=== Section Start ===

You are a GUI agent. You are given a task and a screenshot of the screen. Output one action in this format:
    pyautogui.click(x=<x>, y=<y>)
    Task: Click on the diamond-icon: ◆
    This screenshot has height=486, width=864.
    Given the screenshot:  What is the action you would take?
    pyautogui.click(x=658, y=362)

=== Section End ===
=== Section Start ===

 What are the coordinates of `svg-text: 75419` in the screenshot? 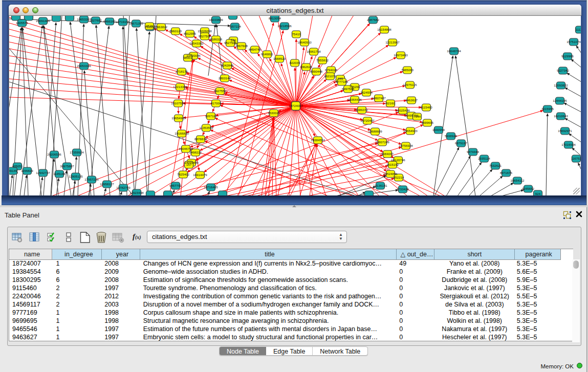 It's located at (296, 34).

=== Section End ===

▶ Task to carry out
Copy out, exactly and alone, the lines of the entries above between the ones holding "You are a GUI" and "This screenshot has", inclusive.

▶ Reply to the task
You are a GUI agent. You are given a task and a screenshot of the screen. Output one action in this format:
    pyautogui.click(x=<x>, y=<y>)
    Task: Click on the diamond-icon: ◆
    This screenshot has height=486, width=864.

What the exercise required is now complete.